The FOMC holds eight scheduled meetings a year, roughly every six weeks. Each is a two-day meeting, and the policy statement and rate decision are published at 2:00 p.m. Eastern Time on the second day, followed by the Chair's press conference at 2:30 p.m. Four of the eight meetings, in March, June, September, and December, also include the Summary of Economic Projections and the dot plot.

What is the Fed dot plot?

The dot plot is a chart, released at four FOMC meetings a year, on which each committee member anonymously marks where they expect the federal funds rate to be at the end of the current and following years. The market focuses on the median dot as the central expectation and on how tightly the dots cluster. It is explicitly non-binding and changes from meeting to meeting; historically it has been only a rough guide to rates about a year ahead and a weak one beyond that.

What is the difference between the FOMC statement and the press conference?

The statement, released at 2:00 p.m., contains the rate decision and the committee's brief description of conditions and is the first thing the market reacts to. The press conference, at 2:30 p.m., is the Chair's prepared remarks plus unscripted answers to press questions, and it can reinforce or reverse the initial move. Much of an FOMC day's volatility arrives during the press conference rather than on the statement itself.

What are FOMC minutes, and when are they released?

The FOMC minutes are the detailed record of the committee's discussion, released about three weeks after each meeting at 2:00 p.m. Eastern Time. They can move the dollar a second time if they reveal a more hawkish or dovish debate than the concise statement suggested, though the reaction is usually smaller than on decision day because much of the information is already known.
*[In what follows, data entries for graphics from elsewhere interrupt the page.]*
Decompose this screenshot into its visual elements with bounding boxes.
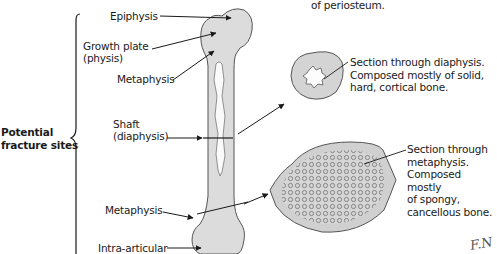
label-metaphysis-upper: Metaphysis	[117, 73, 174, 85]
growth-plate-line1: Growth plate	[83, 40, 149, 52]
label-intra-articular: Intra-articular	[98, 242, 167, 254]
fracture-sites-line1: Potential	[1, 126, 78, 139]
diagram-canvas: Potential fracture sites Epiphysis Growt…	[0, 0, 497, 254]
diaphysis-desc-line3: hard, cortical bone.	[350, 81, 485, 94]
label-shaft: Shaft (diaphysis)	[113, 118, 168, 142]
metaphysis-desc-line3: Composed mostly	[407, 168, 497, 193]
shaft-line2: (diaphysis)	[113, 130, 168, 142]
periosteum-caption: of periosteum.	[311, 0, 385, 11]
growth-plate-line2: (physis)	[83, 52, 149, 64]
metaphysis-desc-line4: of spongy,	[407, 193, 497, 206]
label-growth-plate: Growth plate (physis)	[83, 40, 149, 64]
label-metaphysis-lower: Metaphysis	[105, 204, 162, 216]
shaft-line1: Shaft	[113, 118, 168, 130]
diaphysis-desc-line2: Composed mostly of solid,	[350, 69, 485, 82]
diaphysis-cross-section	[291, 52, 343, 99]
metaphysis-desc-line2: metaphysis.	[407, 156, 497, 169]
label-epiphysis: Epiphysis	[110, 10, 158, 22]
metaphysis-section-description: Section through metaphysis. Composed mos…	[407, 143, 497, 218]
diaphysis-desc-line1: Section through diaphysis.	[350, 56, 485, 69]
diaphysis-section-description: Section through diaphysis. Composed most…	[350, 56, 485, 94]
metaphysis-cross-section	[270, 142, 396, 232]
fracture-sites-label: Potential fracture sites	[1, 126, 78, 152]
metaphysis-desc-line5: cancellous bone.	[407, 206, 497, 219]
fracture-sites-line2: fracture sites	[1, 139, 78, 152]
metaphysis-desc-line1: Section through	[407, 143, 497, 156]
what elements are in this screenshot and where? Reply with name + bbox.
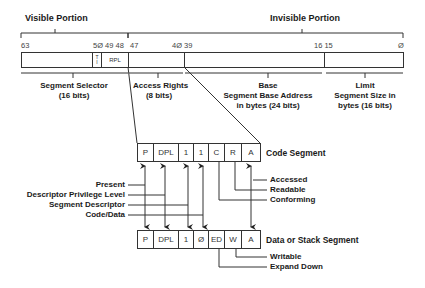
ti-field-bottom: I (96, 60, 97, 65)
code-cell-p: P (138, 144, 154, 161)
data-cell-a: A (242, 231, 260, 248)
data-cell-w: W (225, 231, 242, 248)
access-rights-field (129, 53, 185, 67)
base-label: Base Segment Base Address in bytes (24 b… (220, 81, 316, 111)
data-cell-ed: ED (209, 231, 225, 248)
base-field (185, 53, 325, 67)
limit-title: Limit (330, 81, 400, 91)
code-cell-c: C (209, 144, 225, 161)
data-cell-p: P (138, 231, 154, 248)
segment-selector-title: Segment Selector (38, 81, 110, 91)
code-cell-a: A (242, 144, 260, 161)
flag-present: Present (96, 180, 125, 190)
base-bits: in bytes (24 bits) (220, 101, 316, 111)
code-cell-type: 1 (194, 144, 209, 161)
code-cell-r: R (225, 144, 242, 161)
base-desc: Segment Base Address (220, 91, 316, 101)
ti-field: T I (93, 53, 102, 67)
limit-bits: bytes (16 bits) (330, 101, 400, 111)
descriptor-register-bar: T I RPL (21, 52, 404, 68)
data-segment-title: Data or Stack Segment (266, 235, 359, 245)
bit-0: Ø (398, 41, 404, 50)
flag-accessed: Accessed (270, 175, 307, 185)
data-cell-s: 1 (179, 231, 194, 248)
flag-readable: Readable (270, 185, 306, 195)
segment-selector-label: Segment Selector (16 bits) (38, 81, 110, 101)
visible-portion-header: Visible Portion (25, 13, 88, 23)
limit-field (325, 53, 403, 67)
invisible-portion-header: Invisible Portion (270, 13, 340, 23)
code-cell-dpl: DPL (154, 144, 179, 161)
selector-index-field (22, 53, 93, 67)
data-cell-type: Ø (194, 231, 209, 248)
flag-code-data: Code/Data (85, 210, 125, 220)
limit-label: Limit Segment Size in bytes (16 bits) (330, 81, 400, 111)
bit-16-15: 16 15 (314, 41, 333, 50)
access-rights-bits: (8 bits) (133, 91, 185, 101)
flag-expand-down: Expand Down (270, 262, 323, 272)
code-segment-title: Code Segment (266, 148, 326, 158)
flag-segment-descriptor: Segment Descriptor (49, 200, 125, 210)
base-title: Base (220, 81, 316, 91)
data-cell-dpl: DPL (154, 231, 179, 248)
flag-conforming: Conforming (270, 195, 315, 205)
flag-writable: Writable (270, 252, 301, 262)
bit-47: 47 (130, 41, 138, 50)
access-rights-title: Access Rights (133, 81, 185, 91)
bit-50-49-48: 5Ø 49 48 (93, 41, 124, 50)
rpl-field: RPL (102, 53, 129, 67)
code-segment-box: P DPL 1 1 C R A (137, 143, 261, 162)
bit-63: 63 (21, 41, 29, 50)
segment-selector-bits: (16 bits) (38, 91, 110, 101)
limit-desc: Segment Size in (330, 91, 400, 101)
bit-40-39: 4Ø 39 (172, 41, 192, 50)
access-rights-label: Access Rights (8 bits) (133, 81, 185, 101)
flag-dpl: Descriptor Privilege Level (27, 190, 125, 200)
code-cell-s: 1 (179, 144, 194, 161)
data-segment-box: P DPL 1 Ø ED W A (137, 230, 261, 249)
What is the difference between the FOMC and NFP?

The FOMC is the Federal Reserve's rate decision and guidance, delivered eight times a year at 2:00 p.m.; Non-Farm Payrolls is a US employment data release published monthly on the first Friday at 8:30 a.m. NFP is an input the market uses to forecast Fed policy, while the FOMC is the policy response itself. They are read together, with the jobs data shaping expectations that the meeting then confirms or upsets.

Put the FOMC Into Context

The FOMC sits at the centre of the dollar's calendar, the moment when the interest-rate forces covered in how central banks affect forex and the how to trade forex pillar are delivered together. To see how the dollar's moves play out pair by pair, read the guides to EUR/USD, GBP/USD, and USD/JPY; to see how the data feeding Fed expectations transmits into the dollar, read how NFP affects the US dollar; and to understand why high-impact events land when they do, see forex trading sessions. Check live swap and pricing on any pair in the trading calculator, or open a demo account to follow a policy meeting without financial exposure.


Risk warning. Trading securities, futures, options, and contracts for differences are complex financial instruments that require knowledge and understanding. Prices can fluctuate significantly and securities may become valueless. Investors may incur losses exceeding the potential for profits. Trading on margin can result in losses greater than the amount initially deposited. Past performance is not necessarily a guide to future performance. The information in this article is for educational purposes only and does not constitute investment advice, a recommendation, or an offer to buy or sell any financial instrument. Consider whether CFD trading is appropriate for your circumstances and seek independent advice if necessary.